The labor shortage has surprisingly played out across California, the most populous state in the country with nearly 40 million people which, if it was an independent country, would have the fifth largest economy in the world.

Folsom, an affluent suburb of Sacramento, has a mix of large retailers that cater to upper-middle-class consumers and local restaurants and stores that line a traditional downtown corridor to create a warm atmosphere for a city whose roots go back to the Gold Rush.

The city is teeming with young tech workers for companies like Intel, Micron, and PowerSchool. Many of those workers have switched to working from home during the pandemic, keeping their jobs and paying taxes that have contributed to the state’s record budget surpluses.

Sarah Aquino, the city’s deputy mayor, had focused on telling residents to spend money on local businesses. But now she’s telling them to take part-time jobs at their favorite companies, showing up on local TV comparing them to Uncle Sam’s WWI recruiting posters and the “Rosie the Riveter” icon. depicting women who went to work during WWII.

For her part, Aquino – an insurance broker with a flexible schedule – accepted a part-time job as a hostess at Back Bistro, a restaurant offering casual New American / California cuisine at the Palladio shopping complex. She takes reservations, seats people, cleans tables and folds towels while earning minimum wage – which in California is $ 14 an hour and rising.

Aquino is careful not to call it “volunteering” because she is paid.
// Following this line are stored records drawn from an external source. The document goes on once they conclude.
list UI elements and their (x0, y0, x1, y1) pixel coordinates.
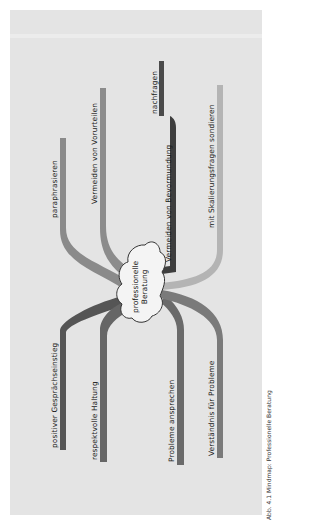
label-haltung: respektvolle Haltung (90, 381, 99, 460)
label-bevormundung: Vermeiden von Bevormundung (164, 145, 173, 262)
center-line-2: Beratung (140, 261, 149, 313)
label-vorurteilen: Vermeiden von Vorurteilen (90, 103, 99, 204)
branch-vorurteilen (100, 88, 134, 280)
label-verstaendnis: Verständnis für Probleme (207, 361, 216, 457)
label-gespraechseinstieg: positiver Gesprächseinstieg (50, 343, 59, 448)
center-line-1: professionelle (131, 261, 140, 313)
center-topic: professionelle Beratung (131, 261, 149, 313)
figure-caption: Abb. 4.1 Mindmap: Professionelle Beratun… (265, 390, 272, 520)
label-paraphrasieren: paraphrasieren (50, 160, 59, 218)
label-ansprechen: Probleme ansprechen (167, 380, 176, 462)
label-nachfragen: nachfragen (150, 71, 159, 114)
branch-nachfragen (159, 61, 164, 116)
label-skalierung: mit Skalierungsfragen sondieren (207, 105, 216, 228)
branch-haltung (100, 302, 130, 462)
But she now considers it her civic duty to cover four shifts a week to help one of her favorite restaurants stay open.

Folsom Deputy Mayor Sara Aquino folds a napkin at the Back Bistro in Folsom, Calif. On Tuesday, November 23, 2021. Aquino is an insurance broker.  But she took a part-time job at one of her favorite local restaurants because they were struggling to hire people.  Employers have reported a shortage of workers to meet demand as more people return to their normal habits after the disruption of the coronavirus pandemic.  Aquino sees it as its civic duty to help local businesses.  (AP Photo / Adam Beam)
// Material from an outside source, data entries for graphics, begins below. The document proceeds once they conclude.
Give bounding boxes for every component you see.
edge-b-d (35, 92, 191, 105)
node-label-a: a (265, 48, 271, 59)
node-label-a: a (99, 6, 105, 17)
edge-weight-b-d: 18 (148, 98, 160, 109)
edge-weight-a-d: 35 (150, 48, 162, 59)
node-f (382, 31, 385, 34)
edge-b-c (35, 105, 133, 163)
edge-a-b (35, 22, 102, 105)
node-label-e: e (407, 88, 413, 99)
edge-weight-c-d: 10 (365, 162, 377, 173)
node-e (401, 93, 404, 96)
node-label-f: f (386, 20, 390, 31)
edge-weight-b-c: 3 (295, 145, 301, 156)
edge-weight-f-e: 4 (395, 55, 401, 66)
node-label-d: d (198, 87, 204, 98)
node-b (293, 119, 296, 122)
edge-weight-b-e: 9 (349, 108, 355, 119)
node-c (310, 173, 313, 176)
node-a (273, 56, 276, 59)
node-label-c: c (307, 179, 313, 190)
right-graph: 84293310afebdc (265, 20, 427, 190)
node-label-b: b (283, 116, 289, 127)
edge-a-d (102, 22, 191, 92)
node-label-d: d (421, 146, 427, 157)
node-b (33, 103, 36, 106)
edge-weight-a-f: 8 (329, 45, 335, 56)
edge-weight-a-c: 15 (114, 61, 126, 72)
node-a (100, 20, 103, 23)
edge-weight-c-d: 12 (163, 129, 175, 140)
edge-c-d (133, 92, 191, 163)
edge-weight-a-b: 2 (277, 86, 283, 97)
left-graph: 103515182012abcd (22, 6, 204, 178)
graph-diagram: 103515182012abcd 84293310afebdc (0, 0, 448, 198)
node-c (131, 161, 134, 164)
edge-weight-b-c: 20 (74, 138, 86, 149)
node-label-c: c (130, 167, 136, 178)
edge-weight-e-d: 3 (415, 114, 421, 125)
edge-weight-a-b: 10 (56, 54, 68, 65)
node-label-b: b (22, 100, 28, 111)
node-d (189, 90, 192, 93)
“Of course, it’s not something like, you know, asking people to fight in a war,” Aquino said, responding to some social media criticism. “But (it’s) the idea that you’re doing it for someone more than yourself.”

Folsom derives about a third of its revenue from sales taxes, and Aquino said the city suffered a $ 3 million hit during the pandemic when many businesses were closed. Aquino feared the city would suffer more if businesses had to cut their hours due to a lack of manpower, a fear that manifested when she couldn’t buy her husband a burger at a fast. -food which had to close at 2 pm due to a lack of employees.
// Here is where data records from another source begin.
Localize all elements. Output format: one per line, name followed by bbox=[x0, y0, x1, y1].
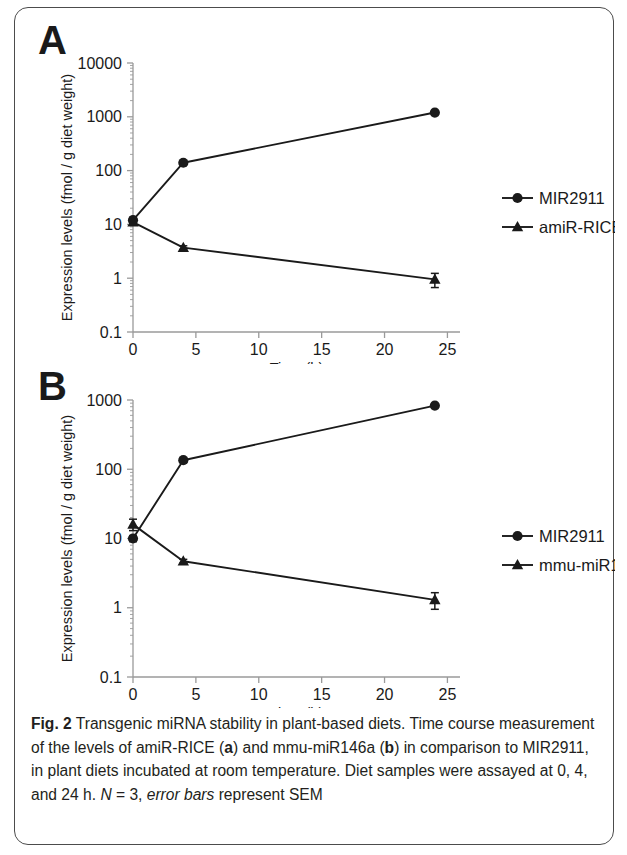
legend-label: amiR-RICE bbox=[539, 218, 615, 236]
y-tick-label: 1 bbox=[113, 270, 122, 287]
y-axis-label: Expression levels (fmol / g diet weight) bbox=[59, 415, 75, 662]
data-point-circle bbox=[128, 533, 138, 543]
legend-entry-mir2911: MIR2911 bbox=[502, 527, 605, 545]
series-line-mmu-mir146a bbox=[133, 524, 435, 600]
x-tick-label: 0 bbox=[129, 686, 138, 703]
x-tick-label: 0 bbox=[129, 341, 138, 358]
y-tick-label: 10 bbox=[104, 530, 122, 547]
legend-label: MIR2911 bbox=[539, 189, 605, 207]
legend-entry-mmu-mir146a: mmu-miR146a bbox=[502, 556, 615, 574]
y-tick-label: 100 bbox=[95, 461, 122, 478]
legend-entry-amir-rice: amiR-RICE bbox=[502, 218, 615, 236]
caption-text-4: = 3, bbox=[112, 786, 147, 803]
panel-b-plot: 10001001010.10510152025Time (h)Expressio… bbox=[15, 360, 615, 708]
panel-a: A 1000010001001010.10510152025Time (h)Ex… bbox=[15, 12, 615, 364]
x-tick-label: 25 bbox=[439, 686, 457, 703]
y-tick-label: 0.1 bbox=[100, 669, 122, 686]
y-tick-label: 10 bbox=[104, 216, 122, 233]
x-tick-label: 20 bbox=[376, 686, 394, 703]
caption-bold-a: a bbox=[224, 739, 233, 756]
panel-b: B 10001001010.10510152025Time (h)Express… bbox=[15, 360, 615, 708]
data-point-circle bbox=[178, 158, 188, 168]
data-point-circle bbox=[178, 455, 188, 465]
series-line-mir2911 bbox=[133, 113, 435, 221]
caption-text-2: ) and mmu-miR146a ( bbox=[233, 739, 385, 756]
x-tick-label: 15 bbox=[313, 341, 331, 358]
data-point-circle bbox=[430, 401, 440, 411]
y-tick-label: 1000 bbox=[86, 392, 122, 409]
legend-entry-mir2911: MIR2911 bbox=[502, 189, 605, 207]
figure-caption: Fig. 2 Transgenic miRNA stability in pla… bbox=[31, 712, 601, 806]
caption-italic-errorbars: error bars bbox=[147, 786, 215, 803]
x-tick-label: 10 bbox=[250, 686, 268, 703]
data-point-triangle bbox=[178, 555, 189, 565]
y-tick-label: 1 bbox=[113, 599, 122, 616]
x-tick-label: 25 bbox=[439, 341, 457, 358]
caption-bold-b: b bbox=[385, 739, 395, 756]
x-tick-label: 5 bbox=[191, 341, 200, 358]
legend-label: MIR2911 bbox=[539, 527, 605, 545]
y-tick-label: 100 bbox=[95, 162, 122, 179]
series-line-mir2911 bbox=[133, 406, 435, 539]
x-axis-label: Time (h) bbox=[270, 705, 323, 708]
legend-label: mmu-miR146a bbox=[539, 556, 615, 574]
x-tick-label: 5 bbox=[191, 686, 200, 703]
x-tick-label: 15 bbox=[313, 686, 331, 703]
caption-italic-n: N bbox=[100, 786, 111, 803]
caption-figure-number: Fig. 2 bbox=[31, 715, 72, 732]
data-point-circle bbox=[430, 107, 440, 117]
caption-text-5: represent SEM bbox=[214, 786, 322, 803]
data-point-triangle bbox=[178, 242, 189, 252]
y-tick-label: 1000 bbox=[86, 108, 122, 125]
y-axis-label: Expression levels (fmol / g diet weight) bbox=[59, 74, 75, 321]
panel-a-plot: 1000010001001010.10510152025Time (h)Expr… bbox=[15, 12, 615, 364]
y-tick-label: 0.1 bbox=[100, 324, 122, 341]
x-tick-label: 10 bbox=[250, 341, 268, 358]
y-tick-label: 10000 bbox=[78, 55, 123, 72]
x-tick-label: 20 bbox=[376, 341, 394, 358]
California has created an average of about 100,000 new jobs each month since February, but despite this breakneck pace, the state is still tied with Nevada for the highest unemployment rate in the country.

The state lost 2.7 million jobs in March and April 2020 after Governor Gavin Newsom issued the first statewide stay-at-home order. Since then, California has regained about 1.8 million of those jobs, or just over 67%.

“We’re talking about job recovery here, not growth,” said Rob Lapsley, president of the California Business Roundtable, a group made up of business executives from the state’s major employers.

In September, California had more than 400,000 job openings, a 50% increase from the same month in 2019 before the pandemic. That’s why major employers in the state believe California’s labor market is unlikely to hit pre-pandemic levels until late 2023.

It’s a long time to wait for people like Kerri Howell, a member of Folsom’s city council who is an engineer by training but opened a restaurant last summer during the height of the pandemic. Howell said she didn’t think the pandemic would last that long or that it would be so difficult to hire employees. She says they have six workers, but they need at least four more.

“The chef and I are partners and we are here pretty much every opening hour of the restaurant, unless I have to go to a city council meeting,” she said. “The workplace for just about everyone has changed dramatically.”